4zoltan, thank you very much for posting the Google link to TR’s book. Thanks, Seizethecarp, for alerting me to it. It is very interesting.

To your point, Seizethecarp, it appears that when TR mentioned Jackson and Arthur, he was referring to the concept of foreign nations granting citizenship to U.S. citizens whose parents were foreign-born. I assume he was aware that Arthur’s father was foreign-born and was not concerned with or even aware of the date of his naturalization.

On a separate note, TR’s feelings about dual citizenship are very interesting. The following is a section prior to his comments about Jackson and Arthur.

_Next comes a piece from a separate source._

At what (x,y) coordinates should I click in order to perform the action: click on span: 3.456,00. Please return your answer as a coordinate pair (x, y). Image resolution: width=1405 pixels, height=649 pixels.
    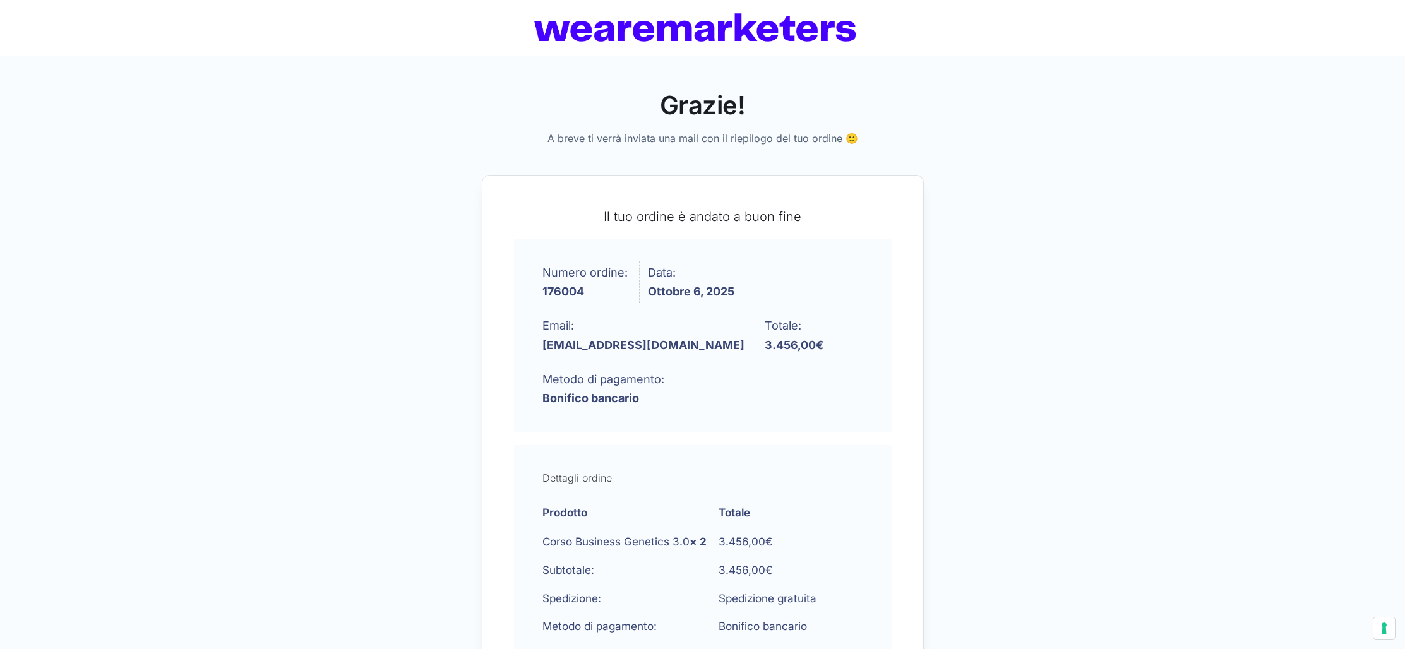
    Looking at the image, I should click on (745, 570).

I hold that it is the clear duty of the American people immediately to repudiate the doctrine thus laid down by the Wilson Administration. According to this doctrine there are in our country very many citizens—and, as a matter of fact, this ruling would apply to millions of citizens—who are “born with a dual nationality.” Two or three years ago it was announced that Germany had passed a law by which she provided for her citizens, who became naturalized in the United States or elsewhere, the means of also retaining their German citizenship, so that these men would preserve a dual citizenship, what the Department of State in this letter of April 2nd last calls “ a dual nationality.” I hold that it was the business of our Government as soon as this statement was published to investigate the facts, to require would-be citizens to repudiate this law, and to notify the German Government that we protested against and would refuse to recognize its action; that we declined to recognize or acquiesce in the principle of such a dual citizenship or a dual nationality; that we would hold naturalized citizens to the full performance of the duties of American citizenship, which were necessarily exclusive of and inconsistent with the profession of citizenship in or allegiance to any other nation, and that in return we would extend the same protection to these citizens that is extended to native-born citizens. Such action was not taken. It is a reproach to us as a nation that it was not taken. We should not for a moment tolerate the assumption by Germany or by any other foreign power that foreign-born citizens of the United States can retain any citizenship in or allegiance to the country from which they came. But the present case is even worse. It seems incredible that the Department of State can promulgate the doctrine of dual nationality promulgated in its letter above quoted. Yet it has been asserted and reasserted, both before and since Mr. Bryan left office. It is dangerously close to treason to the United States to hold that men born here of foreign parentage, men who have served in the militia in this country, who vote and hold office and exercize all the other rights of citizenship, and who in good faith are and always have been Americans, should, nevertheless, be blandly informed by the State Department that if they visit the countries in which their parents were born they can be seized, punished for evasion of military duty, or made to serve in the army.


1,240 posted on 03/12/2013 9:13:38 AM PDT by BuckeyeTexan (There are those that break and bend. I'm the other kind.)